WASHINGTON TIMES
They brought the enemy to its knees. They humiliated the Israeli leadership. Palestinians will naturally support it,” Mr. Elgindy told The Washington Times in an interview. “That doesn’t mean if there were an election tomorrow, [Palestinians] would cast a ballot for Hamas. But if there were [such an election], I think they would win in this moment.”
“The reality is that Hamas is popular not for killing civilians, but for dealing a heavy blow to their occupiers,” Mr. Elgindy said. “And there’s just no way around that reality. People can’t just explain it away.”
Such opinions aren’t limited to Gaza, where Hamas has ruled since 2006, when it won the last set of elections in the enclave and then engaged in a bloody conflict to drive out the more moderate Fatah Party. Fatah is the largest political party in the Palestinian Authority, but since the internal clash with Hamas, its influence has largely been limited to the West Bank.
Hamas’ Gaza victory in 2006 triggered deep unease in Washington, where the George W. Bush administration had supported the notion of democratic elections in Gaza in the hope that Fatah would win. The administration was caught flat-footed when Hamas, which had been designated by the State Department as a “foreign terrorist organization” since 1997, came out on top.
Despite Hamas’ reign of terror during the decades since, the group has maintained support from several key regional powers. Some who even have close ties to the West eagerly promote a narrative that Hamas is less a rabid, antisemitic Islamic extremist organization than a collection of freedom fighters driven by the goal of reclaiming land ripped from the hands of the Palestinians by Israel and its allies decades ago
“Hamas is not a terrorist organization, it is a liberation group, ‘mujahideen’ waging a battle to protect its lands and people,” Turkish President Recep Tayyip Erdogan, said in a speech to Turkish lawmakers in the wake of the group’s Oct. 7 assault on Israel.
“The perpetrators of the massacre and the destruction taking place in Gaza are those providing unlimited support for Israel,” Mr. Erdogan said. “Israel’s attacks on Gaza, for both itself and those supporting them, amount to murder and mental illness.”
Israel pushed back immediately. “Israel wholeheartedly rejects the Turkish president’s harsh words about the terrorist organization Hamas,” Israeli Foreign Ministry spokesperson Lior Haiat wrote on social media. “Hamas is a despicable terrorist organization worse than [the Islamic State] that brutally and intentionally murders babies, children, women and the elderly.”
Another sign of the messy way Hamas operates as both a political movement and an armed force: Qatar, which cultivates good relations with the United States, earning the designation of a non-NATO ally and is the site of a vital Central Command forward military base at Al-Udeid, also since 2012 has played host to the Hamas political office in Doha. Top Hamas figures, including leader Ismail Haniyeh and former leader Khaled Meshaal travel routinely to the Qatari capital to conduct party business.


- [DIRECTIONS]
Make an exact copy of all the entries shown below.

- [DATA FOR PROCESSING]
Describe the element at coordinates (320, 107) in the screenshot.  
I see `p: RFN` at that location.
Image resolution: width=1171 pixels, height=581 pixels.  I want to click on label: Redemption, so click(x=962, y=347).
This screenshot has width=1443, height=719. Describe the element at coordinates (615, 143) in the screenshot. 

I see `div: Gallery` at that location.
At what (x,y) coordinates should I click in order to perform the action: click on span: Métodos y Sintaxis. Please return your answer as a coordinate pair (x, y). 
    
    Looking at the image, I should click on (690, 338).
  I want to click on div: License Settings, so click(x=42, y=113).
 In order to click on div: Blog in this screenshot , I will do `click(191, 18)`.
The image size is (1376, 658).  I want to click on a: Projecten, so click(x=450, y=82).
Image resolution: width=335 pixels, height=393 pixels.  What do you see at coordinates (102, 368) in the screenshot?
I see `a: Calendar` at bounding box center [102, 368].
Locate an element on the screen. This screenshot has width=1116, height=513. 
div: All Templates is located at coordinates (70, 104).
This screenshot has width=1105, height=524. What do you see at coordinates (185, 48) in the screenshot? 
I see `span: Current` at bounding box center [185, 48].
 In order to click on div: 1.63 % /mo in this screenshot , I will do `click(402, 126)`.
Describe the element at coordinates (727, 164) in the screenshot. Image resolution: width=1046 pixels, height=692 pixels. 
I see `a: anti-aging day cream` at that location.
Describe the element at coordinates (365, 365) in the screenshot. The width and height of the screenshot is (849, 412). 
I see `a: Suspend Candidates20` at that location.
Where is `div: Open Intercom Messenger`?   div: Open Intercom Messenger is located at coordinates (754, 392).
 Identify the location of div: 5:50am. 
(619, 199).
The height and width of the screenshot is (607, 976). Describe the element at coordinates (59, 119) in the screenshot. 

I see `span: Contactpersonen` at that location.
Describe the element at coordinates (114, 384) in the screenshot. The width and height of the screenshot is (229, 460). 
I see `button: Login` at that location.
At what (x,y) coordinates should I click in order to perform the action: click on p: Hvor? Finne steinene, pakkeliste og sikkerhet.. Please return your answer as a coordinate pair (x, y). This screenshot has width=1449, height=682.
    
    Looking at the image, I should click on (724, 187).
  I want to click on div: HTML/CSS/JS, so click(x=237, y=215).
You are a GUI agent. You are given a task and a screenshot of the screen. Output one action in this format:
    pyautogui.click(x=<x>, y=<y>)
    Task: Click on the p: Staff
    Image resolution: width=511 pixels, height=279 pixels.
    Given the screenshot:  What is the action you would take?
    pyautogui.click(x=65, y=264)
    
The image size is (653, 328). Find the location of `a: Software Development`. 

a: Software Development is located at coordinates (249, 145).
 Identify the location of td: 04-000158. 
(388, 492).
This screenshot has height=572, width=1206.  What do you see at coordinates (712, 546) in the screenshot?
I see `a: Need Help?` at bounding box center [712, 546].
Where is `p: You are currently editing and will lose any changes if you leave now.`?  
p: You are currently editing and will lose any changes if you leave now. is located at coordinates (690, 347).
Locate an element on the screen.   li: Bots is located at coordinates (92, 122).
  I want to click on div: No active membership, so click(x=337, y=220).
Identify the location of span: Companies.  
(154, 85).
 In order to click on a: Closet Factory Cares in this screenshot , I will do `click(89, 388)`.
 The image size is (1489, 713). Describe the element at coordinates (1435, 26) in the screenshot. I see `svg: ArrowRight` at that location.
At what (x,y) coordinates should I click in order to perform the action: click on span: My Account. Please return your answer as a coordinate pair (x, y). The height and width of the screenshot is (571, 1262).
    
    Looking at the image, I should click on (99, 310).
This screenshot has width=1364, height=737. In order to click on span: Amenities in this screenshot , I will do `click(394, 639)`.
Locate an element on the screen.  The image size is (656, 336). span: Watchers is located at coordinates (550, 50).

- [FINAL ANSWER]
Describe the element at coordinates (320, 107) in the screenshot.  
I see `p: RFN` at that location.
Image resolution: width=1171 pixels, height=581 pixels.  I want to click on label: Redemption, so click(x=962, y=347).
This screenshot has width=1443, height=719. Describe the element at coordinates (615, 143) in the screenshot. 

I see `div: Gallery` at that location.
At what (x,y) coordinates should I click in order to perform the action: click on span: Métodos y Sintaxis. Please return your answer as a coordinate pair (x, y). 
    
    Looking at the image, I should click on (690, 338).
  I want to click on div: License Settings, so click(x=42, y=113).
 In order to click on div: Blog in this screenshot , I will do `click(191, 18)`.
The image size is (1376, 658).  I want to click on a: Projecten, so click(x=450, y=82).
Image resolution: width=335 pixels, height=393 pixels.  What do you see at coordinates (102, 368) in the screenshot?
I see `a: Calendar` at bounding box center [102, 368].
Locate an element on the screen. This screenshot has width=1116, height=513. 
div: All Templates is located at coordinates (70, 104).
This screenshot has width=1105, height=524. What do you see at coordinates (185, 48) in the screenshot? 
I see `span: Current` at bounding box center [185, 48].
 In order to click on div: 1.63 % /mo in this screenshot , I will do `click(402, 126)`.
Describe the element at coordinates (727, 164) in the screenshot. Image resolution: width=1046 pixels, height=692 pixels. 
I see `a: anti-aging day cream` at that location.
Describe the element at coordinates (365, 365) in the screenshot. The width and height of the screenshot is (849, 412). 
I see `a: Suspend Candidates20` at that location.
Where is `div: Open Intercom Messenger`?   div: Open Intercom Messenger is located at coordinates (754, 392).
 Identify the location of div: 5:50am. 
(619, 199).
The height and width of the screenshot is (607, 976). Describe the element at coordinates (59, 119) in the screenshot. 

I see `span: Contactpersonen` at that location.
Describe the element at coordinates (114, 384) in the screenshot. The width and height of the screenshot is (229, 460). 
I see `button: Login` at that location.
At what (x,y) coordinates should I click in order to perform the action: click on p: Hvor? Finne steinene, pakkeliste og sikkerhet.. Please return your answer as a coordinate pair (x, y). This screenshot has width=1449, height=682.
    
    Looking at the image, I should click on (724, 187).
  I want to click on div: HTML/CSS/JS, so click(x=237, y=215).
You are a GUI agent. You are given a task and a screenshot of the screen. Output one action in this format:
    pyautogui.click(x=<x>, y=<y>)
    Task: Click on the p: Staff
    Image resolution: width=511 pixels, height=279 pixels.
    Given the screenshot:  What is the action you would take?
    pyautogui.click(x=65, y=264)
    
The image size is (653, 328). Find the location of `a: Software Development`. 

a: Software Development is located at coordinates (249, 145).
 Identify the location of td: 04-000158. 
(388, 492).
This screenshot has height=572, width=1206.  What do you see at coordinates (712, 546) in the screenshot?
I see `a: Need Help?` at bounding box center [712, 546].
Where is `p: You are currently editing and will lose any changes if you leave now.`?  
p: You are currently editing and will lose any changes if you leave now. is located at coordinates (690, 347).
Locate an element on the screen.   li: Bots is located at coordinates (92, 122).
  I want to click on div: No active membership, so click(x=337, y=220).
Identify the location of span: Companies.  
(154, 85).
 In order to click on a: Closet Factory Cares in this screenshot , I will do `click(89, 388)`.
 The image size is (1489, 713). Describe the element at coordinates (1435, 26) in the screenshot. I see `svg: ArrowRight` at that location.
At what (x,y) coordinates should I click in order to perform the action: click on span: My Account. Please return your answer as a coordinate pair (x, y). The height and width of the screenshot is (571, 1262).
    
    Looking at the image, I should click on (99, 310).
This screenshot has width=1364, height=737. In order to click on span: Amenities in this screenshot , I will do `click(394, 639)`.
Locate an element on the screen.  The image size is (656, 336). span: Watchers is located at coordinates (550, 50).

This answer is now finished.